Can you please elaborate on the comment that Apple is "now
effectively end-of-life-ing Carbon"?
Read the archives of this list. Especially the thread about 64-
bit Carbon.
All due respect, I'm not looking for a treasure hunt.
With all due respect, what you seek does not concern Apple. ;-)
I have already spent some time with Google and the mailing list
searches, and did not find what I was looking for. I'm looking for
some definitive statement from Apple regarding the future of Carbon.
And I'd like for someone to give me a million dollars. Get used to
disappointment. What you want or are seeking aside, Apple is being
pretty much silent on the long term future of Carbon, and
historically you can't trust everything they say anyway. It seems you
can believe anything they say to the effect that Carbon support will
decrease, and anything else is a crap shoot. They said Carbon was a
"first-class citizen," and then starting about a year ago or so they
changed that to say that new features would be available in Cocoa and
Carbon applications could implement them using Cocoa. They said at
WWDC 2006 that there would be 64-bit support for Carbon. They
actually implemented that, but then engineering management decided to
pull the parts that are unique to Carbon applications (the HIToolbox
UI parts), which makes it makes it impossible to write a Carbon GUI
64-bit application.
Apple has not deprecated any parts of Carbon other than old
technology like QuickDraw. It's unlikely Apple will cease to support
Carbon seriously for some time to come because so many applications
still use it, such as everything from Microsoft and Adobe, and
neither of those companies is going to rewrite huge code bases any
time soon to switch to Cocoa. However, Apple has said that Cocoa is
where they will be focusing their engineering efforts in the future
and I think you can take that to the bank.
In short, there is no road map for Carbon. There's only an decreasing
amount of engineering resources expended on it. It's that downward
trend that people have extrapolated to mean that Carbon's useful
lifetime now has an expiration date on it.
It does seem like a nice summary of some messages on this mailing
list. But it doesn't really answer my question.
That's because there *is* no definitive answer. People have pointed
you to the best information available, which is largely more
speculation than information at this point. The greater the extent to
which Apple is silent on this (and any other) issue, the more
flexibility they have in their planning without reneging on past
statements the way they did regarding 64-bit support.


**TASK OBJECTIVE:** A copy is needed of each line in the records that has the word "Cancel".

**DATA UNDER STUDY:**

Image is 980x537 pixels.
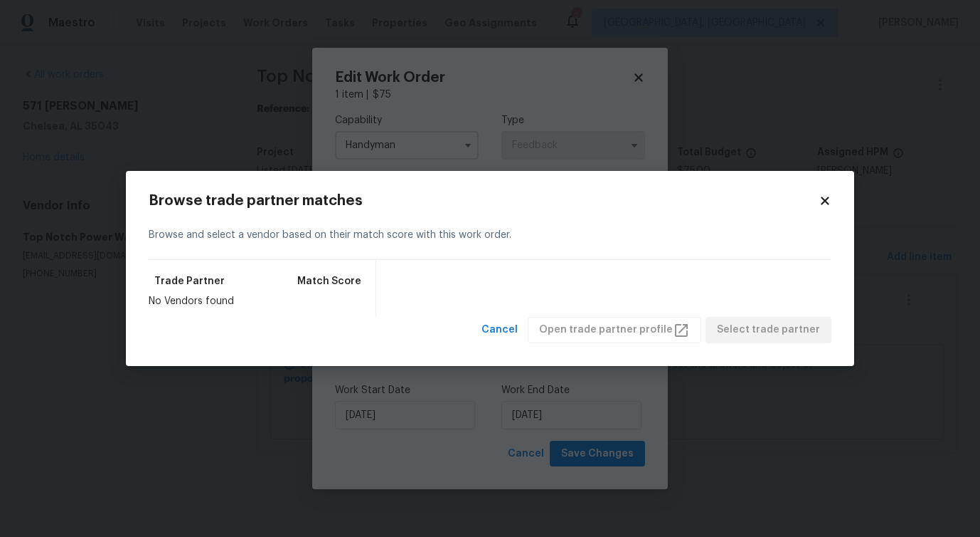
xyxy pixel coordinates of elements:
h2: Browse trade partner matches [149,193,819,208]
button: Cancel [475,317,523,343]
span: Trade Partner [154,274,224,288]
div: Browse and select a vendor based on their match score with this work order. [149,210,831,260]
span: Cancel [482,321,518,339]
div: No Vendors found [149,294,367,308]
span: Match Score [297,274,361,288]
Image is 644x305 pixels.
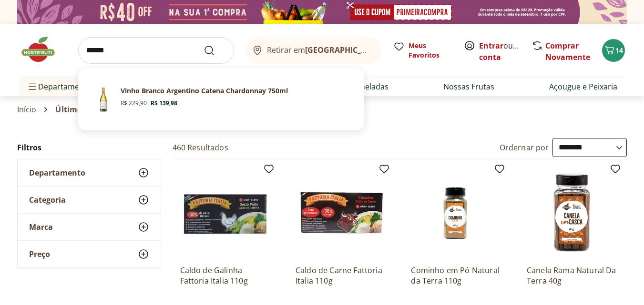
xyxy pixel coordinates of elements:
[18,214,161,240] button: Marca
[29,249,50,259] span: Preço
[90,86,117,113] img: Principal
[602,39,624,62] button: Carrinho
[120,86,288,96] p: Vinho Branco Argentino Catena Chardonnay 750ml
[479,40,521,63] span: ou
[479,41,531,62] a: Criar conta
[29,222,53,232] span: Marca
[545,41,590,62] a: Comprar Novamente
[55,105,101,114] span: Último Lote
[172,142,228,153] h2: 460 Resultados
[479,41,503,51] a: Entrar
[295,265,386,286] a: Caldo de Carne Fattoria Italia 110g
[411,167,501,258] img: Cominho em Pó Natural da Terra 110g
[499,142,549,153] label: Ordernar por
[180,265,271,286] a: Caldo de Galinha Fattoria Italia 110g
[86,82,356,117] a: PrincipalVinho Branco Argentino Catena Chardonnay 750mlR$ 229,90R$ 139,98
[19,35,67,64] img: Hortifruti
[18,159,161,186] button: Departamento
[17,105,37,114] a: Início
[295,167,386,258] img: Caldo de Carne Fattoria Italia 110g
[408,41,452,60] span: Meus Favoritos
[527,167,617,258] img: Canela Rama Natural Da Terra 40g
[18,187,161,213] button: Categoria
[267,46,372,55] span: Retirar em
[17,138,161,157] h2: Filtros
[18,241,161,267] button: Preço
[527,265,617,286] a: Canela Rama Natural Da Terra 40g
[29,168,85,177] span: Departamento
[150,99,177,107] span: R$ 139,98
[443,81,494,93] a: Nossas Frutas
[203,45,227,56] button: Submit Search
[78,37,234,64] input: search
[615,46,623,55] span: 14
[246,37,381,64] button: Retirar em[GEOGRAPHIC_DATA]/[GEOGRAPHIC_DATA]
[29,195,66,205] span: Categoria
[393,41,452,60] a: Meus Favoritos
[411,265,501,286] a: Cominho em Pó Natural da Terra 110g
[180,167,271,258] img: Caldo de Galinha Fattoria Italia 110g
[549,81,617,93] a: Açougue e Peixaria
[27,75,95,98] span: Departamentos
[305,45,465,55] b: [GEOGRAPHIC_DATA]/[GEOGRAPHIC_DATA]
[27,75,38,98] button: Menu
[120,99,147,107] span: R$ 229,90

**WRITTEN RESPONSE:**
button: Cancel [475,317,523,343]
span: Cancel [482,321,518,339]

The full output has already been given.